Simon Ekin

We will find a way if we need to (great video)

My wife recently read a book by Martha Beck called Steering by Starlight – How to fulfill your destiny, no matter what. One of the things that the author talks about in the book is intention – i.e. if your intention is strong enough, you will make your dreams come true, no matter what.

She gives an example of the work that she did with heroin addicts. Many of them were living in appalling conditions, often on the streets, without very much by way of clothes or food to eat.

What she found astounding, though, was that they spent hundreds of thousands of dollars per year maintaining their heroin addiction. How could this be? These people were broke and on the streets, how could they possibly come up with all that money? The answer was simple – you don’t give yourself a choice, you go out and do whatever you need to in order to make sure that you score your daily fix.
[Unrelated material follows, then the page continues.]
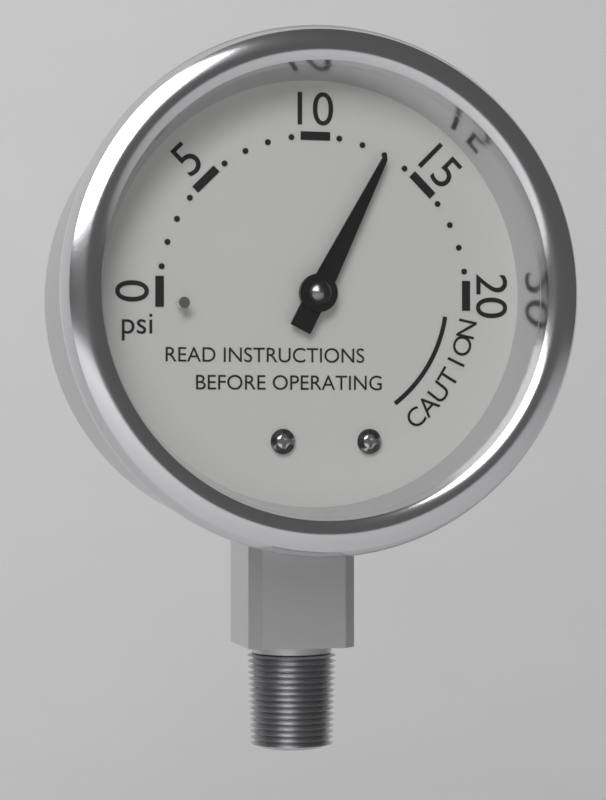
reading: 13 psi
I know this is an extreme example, but I think it’s a good one. So many of us have big goals that we want to achieve, but year after year we find that we are falling short of making our dreams come true. What do you think would happen if you gave yourself no choice about achieving them? If we treated those goals like a fix that we absolutely had to have? I suspect we’d find that we make far more progress than we currently are.

Another example, from nature, below gives an extraordinary demonstration that seems to defy gravity, of how, as beings, we can do extraordinary things when we really want to!

The incredible ibex defies gravity and climbs a dam | Forces of Nature with Brian Cox – BBC
https://www.youtube.com/watch?v=RG9TMn1FJzc

He wasn’t a genius – he just went searching

Werner Erhard with the Dalai Lama in 1979.Credit: Werner Erhard Foundation

I get some of my greatest insights in life when I do simple things like having a shower, boiling the kettle, or in this case, opening the fridge. I was opening the fridge recently and as I did,the phrase, “this is it and I’m satisfied,” came to my mind.

It was a distinction, or phrase, I learned from a Landmark Education seminar many years ago and I thought how incredibly profound and simple it is because I notice how much of my life is spent in a state of ‘this is not it and I am not satisfied!’

What I learned from that phrase was that when I can be in the present and accept things they way they are – that is, love them the way they are, and the way they are not, with no judgment – well, that’s pretty close to joy as I see it.

The trouble is the way we are constructed is, ‘this is not it and I am not satisfied…but I will be when I have x, y or z, or when something changes, hopefully, and normally for the better.’ Werner described suffering as, “things shouldn’t be this way.” Most of our lives, most of the time then is probably spent suffering.

I began thinking about Werner, whom I met on a couple of occasions and I found myself saying, “wow he was a genius!” Then a thought followed that, “No, I don’t think he was necessarily a genius – he just went searching (to find out what made human beings tick.)”

And that option – of searching – is available to all of us, all of the time.